Other offers are based on business logic:
For quantity offer discount:
create query to find the count of B in an offer for a customer . lets call it QTYB. find QTYB %2 and multiply it with quantityOffer value ( which is $20)
For statistics offer, Just add another bit called earnedPoint for a customer's purchase. and set the earnedPoint an expiry date. earned point can be the same as purchased amount. Check if the purchased amount >=$X , them issue discount as per policy.

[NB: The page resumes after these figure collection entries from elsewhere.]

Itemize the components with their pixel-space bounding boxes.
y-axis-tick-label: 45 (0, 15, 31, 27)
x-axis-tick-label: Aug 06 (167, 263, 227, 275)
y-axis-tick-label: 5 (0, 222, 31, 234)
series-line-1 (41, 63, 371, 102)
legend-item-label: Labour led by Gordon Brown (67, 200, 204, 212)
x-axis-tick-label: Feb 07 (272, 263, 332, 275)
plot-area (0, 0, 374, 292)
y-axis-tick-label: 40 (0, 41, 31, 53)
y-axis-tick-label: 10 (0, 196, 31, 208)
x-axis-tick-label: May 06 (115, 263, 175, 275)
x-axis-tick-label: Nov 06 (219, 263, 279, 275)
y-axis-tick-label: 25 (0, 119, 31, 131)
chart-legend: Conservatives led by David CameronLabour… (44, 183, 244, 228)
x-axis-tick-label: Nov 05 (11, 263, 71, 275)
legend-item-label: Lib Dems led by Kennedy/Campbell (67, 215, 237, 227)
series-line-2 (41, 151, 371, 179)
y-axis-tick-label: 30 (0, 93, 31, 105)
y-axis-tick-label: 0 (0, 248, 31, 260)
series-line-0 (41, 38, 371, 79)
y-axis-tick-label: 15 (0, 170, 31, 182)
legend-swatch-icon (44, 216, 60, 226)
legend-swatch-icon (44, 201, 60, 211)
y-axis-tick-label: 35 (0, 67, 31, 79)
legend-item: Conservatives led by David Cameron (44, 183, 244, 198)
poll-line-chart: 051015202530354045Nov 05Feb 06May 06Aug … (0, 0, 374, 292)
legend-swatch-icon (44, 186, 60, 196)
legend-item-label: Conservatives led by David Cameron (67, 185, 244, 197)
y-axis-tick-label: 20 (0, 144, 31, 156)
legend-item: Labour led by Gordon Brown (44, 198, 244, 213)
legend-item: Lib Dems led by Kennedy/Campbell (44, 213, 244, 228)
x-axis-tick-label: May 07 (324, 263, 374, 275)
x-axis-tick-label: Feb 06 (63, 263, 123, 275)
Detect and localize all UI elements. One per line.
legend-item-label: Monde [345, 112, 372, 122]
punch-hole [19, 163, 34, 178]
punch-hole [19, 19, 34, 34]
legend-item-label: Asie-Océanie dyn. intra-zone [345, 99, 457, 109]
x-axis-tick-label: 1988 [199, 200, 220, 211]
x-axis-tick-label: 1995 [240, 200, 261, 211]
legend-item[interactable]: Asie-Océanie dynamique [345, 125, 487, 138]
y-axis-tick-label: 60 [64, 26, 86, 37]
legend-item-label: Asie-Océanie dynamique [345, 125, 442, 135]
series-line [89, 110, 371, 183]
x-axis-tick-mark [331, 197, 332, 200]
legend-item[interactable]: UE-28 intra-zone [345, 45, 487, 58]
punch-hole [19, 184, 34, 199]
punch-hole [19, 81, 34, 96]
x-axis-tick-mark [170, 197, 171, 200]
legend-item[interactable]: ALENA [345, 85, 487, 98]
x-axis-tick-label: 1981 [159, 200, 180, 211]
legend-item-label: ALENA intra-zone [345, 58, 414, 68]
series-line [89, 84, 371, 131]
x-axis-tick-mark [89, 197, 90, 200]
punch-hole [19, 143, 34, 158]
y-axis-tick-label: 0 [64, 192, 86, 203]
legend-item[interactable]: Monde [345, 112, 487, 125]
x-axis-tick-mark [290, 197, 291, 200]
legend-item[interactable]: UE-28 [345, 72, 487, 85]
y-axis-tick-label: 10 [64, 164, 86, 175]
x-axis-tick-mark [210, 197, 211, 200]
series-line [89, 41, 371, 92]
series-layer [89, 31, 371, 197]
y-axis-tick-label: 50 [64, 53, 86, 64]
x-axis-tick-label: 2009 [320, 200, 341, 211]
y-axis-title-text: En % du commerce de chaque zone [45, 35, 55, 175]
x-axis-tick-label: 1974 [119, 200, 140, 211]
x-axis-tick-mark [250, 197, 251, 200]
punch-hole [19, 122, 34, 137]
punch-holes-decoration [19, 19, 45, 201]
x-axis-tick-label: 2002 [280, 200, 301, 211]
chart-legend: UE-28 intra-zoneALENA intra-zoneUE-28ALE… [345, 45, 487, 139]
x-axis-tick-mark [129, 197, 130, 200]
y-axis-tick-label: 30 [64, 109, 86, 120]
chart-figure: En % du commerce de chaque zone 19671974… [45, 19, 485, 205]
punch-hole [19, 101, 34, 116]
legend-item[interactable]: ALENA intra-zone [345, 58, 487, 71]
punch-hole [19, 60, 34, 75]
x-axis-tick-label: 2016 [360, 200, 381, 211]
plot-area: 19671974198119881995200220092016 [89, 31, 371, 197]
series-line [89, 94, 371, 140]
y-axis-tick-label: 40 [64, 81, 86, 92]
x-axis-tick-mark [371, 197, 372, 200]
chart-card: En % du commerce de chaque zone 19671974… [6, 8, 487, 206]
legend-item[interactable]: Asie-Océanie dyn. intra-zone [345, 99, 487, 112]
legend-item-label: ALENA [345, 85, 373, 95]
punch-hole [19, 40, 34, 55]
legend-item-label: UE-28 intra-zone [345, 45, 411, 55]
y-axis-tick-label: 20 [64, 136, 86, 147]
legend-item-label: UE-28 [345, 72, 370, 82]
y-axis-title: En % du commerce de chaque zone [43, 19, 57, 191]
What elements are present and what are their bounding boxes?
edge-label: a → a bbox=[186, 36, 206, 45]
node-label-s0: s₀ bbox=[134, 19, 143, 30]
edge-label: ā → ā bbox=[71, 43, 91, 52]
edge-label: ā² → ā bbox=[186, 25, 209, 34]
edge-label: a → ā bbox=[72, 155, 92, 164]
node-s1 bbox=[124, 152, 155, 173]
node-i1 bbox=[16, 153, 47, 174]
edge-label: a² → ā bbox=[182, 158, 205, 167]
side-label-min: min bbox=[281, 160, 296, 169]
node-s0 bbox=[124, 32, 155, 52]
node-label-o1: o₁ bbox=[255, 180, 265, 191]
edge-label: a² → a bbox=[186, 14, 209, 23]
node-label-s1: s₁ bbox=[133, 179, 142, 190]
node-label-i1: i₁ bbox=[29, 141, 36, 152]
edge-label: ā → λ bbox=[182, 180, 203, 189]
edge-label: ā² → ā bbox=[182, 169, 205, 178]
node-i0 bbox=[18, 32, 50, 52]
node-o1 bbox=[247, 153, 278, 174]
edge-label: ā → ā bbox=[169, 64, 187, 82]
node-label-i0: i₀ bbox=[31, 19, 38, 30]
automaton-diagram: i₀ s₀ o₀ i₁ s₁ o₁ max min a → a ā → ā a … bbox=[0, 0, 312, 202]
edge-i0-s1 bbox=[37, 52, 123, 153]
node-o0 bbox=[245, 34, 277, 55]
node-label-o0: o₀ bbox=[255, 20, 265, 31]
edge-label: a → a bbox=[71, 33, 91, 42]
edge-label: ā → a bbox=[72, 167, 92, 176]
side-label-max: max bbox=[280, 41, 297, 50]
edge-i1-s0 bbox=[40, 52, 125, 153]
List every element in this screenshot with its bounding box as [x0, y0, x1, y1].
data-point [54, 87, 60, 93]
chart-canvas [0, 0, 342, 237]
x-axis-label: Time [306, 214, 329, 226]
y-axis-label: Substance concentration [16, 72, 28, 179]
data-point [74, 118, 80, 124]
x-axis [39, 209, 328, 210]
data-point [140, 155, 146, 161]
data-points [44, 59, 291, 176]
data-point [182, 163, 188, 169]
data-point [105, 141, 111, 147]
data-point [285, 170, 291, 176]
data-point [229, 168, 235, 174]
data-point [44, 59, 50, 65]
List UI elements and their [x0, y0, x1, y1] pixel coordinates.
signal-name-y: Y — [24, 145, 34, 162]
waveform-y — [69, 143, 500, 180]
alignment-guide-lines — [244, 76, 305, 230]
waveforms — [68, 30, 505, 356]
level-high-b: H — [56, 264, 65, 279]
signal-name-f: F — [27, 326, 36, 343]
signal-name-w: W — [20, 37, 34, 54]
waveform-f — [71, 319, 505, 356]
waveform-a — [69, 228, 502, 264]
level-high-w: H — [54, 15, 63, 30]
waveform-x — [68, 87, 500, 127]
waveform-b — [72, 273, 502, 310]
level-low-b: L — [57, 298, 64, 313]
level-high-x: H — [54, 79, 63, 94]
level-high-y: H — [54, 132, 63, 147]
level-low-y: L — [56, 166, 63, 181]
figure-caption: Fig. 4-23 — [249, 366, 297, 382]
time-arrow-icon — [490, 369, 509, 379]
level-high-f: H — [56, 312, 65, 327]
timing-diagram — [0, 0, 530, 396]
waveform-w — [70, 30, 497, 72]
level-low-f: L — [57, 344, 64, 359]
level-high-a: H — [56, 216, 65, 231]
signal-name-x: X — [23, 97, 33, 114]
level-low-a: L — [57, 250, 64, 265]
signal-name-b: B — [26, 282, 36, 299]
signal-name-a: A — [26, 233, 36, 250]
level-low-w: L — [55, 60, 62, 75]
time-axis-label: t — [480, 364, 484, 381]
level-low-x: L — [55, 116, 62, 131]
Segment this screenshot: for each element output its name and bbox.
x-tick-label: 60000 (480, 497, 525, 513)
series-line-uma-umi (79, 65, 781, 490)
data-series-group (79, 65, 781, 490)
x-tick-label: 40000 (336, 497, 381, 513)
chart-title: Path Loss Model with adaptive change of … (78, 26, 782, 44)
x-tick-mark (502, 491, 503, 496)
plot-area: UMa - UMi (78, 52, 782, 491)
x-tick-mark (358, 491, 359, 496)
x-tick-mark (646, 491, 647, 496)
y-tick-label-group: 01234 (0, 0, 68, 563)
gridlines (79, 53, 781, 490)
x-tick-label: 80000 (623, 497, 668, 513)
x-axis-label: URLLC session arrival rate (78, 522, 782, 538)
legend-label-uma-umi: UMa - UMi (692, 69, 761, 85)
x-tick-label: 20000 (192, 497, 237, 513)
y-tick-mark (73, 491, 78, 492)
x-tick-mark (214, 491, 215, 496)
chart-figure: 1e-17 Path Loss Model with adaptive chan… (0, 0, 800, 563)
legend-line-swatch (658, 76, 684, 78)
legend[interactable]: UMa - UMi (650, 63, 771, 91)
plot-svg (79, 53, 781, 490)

Similar is the comparison of order time if its before 5PM and after 10AM then issue 5% else issue 10% discount.
Best Answer
Well, IMHO the point you are missing here is better encapsulation. If you are going to add a new feature to a mega package with 100 functions, you may have to check for side effects or similar things in all those 100 functions (YMMV depending on the actual problem). If you split your package before into 5 smaller packages, you can probably handle such a change more easily, since it may impact a smaller area of your code.
However, when you only seldom change your packages and functions, you have to consider if such a refactoring is worth the trouble - a big refactoring should never be applied just for the sake of itself. And I guess you don't have any refactoring browser for PL/SQL which could assists you (does such a thing exist?), so such a restructuring could mean a lot of work.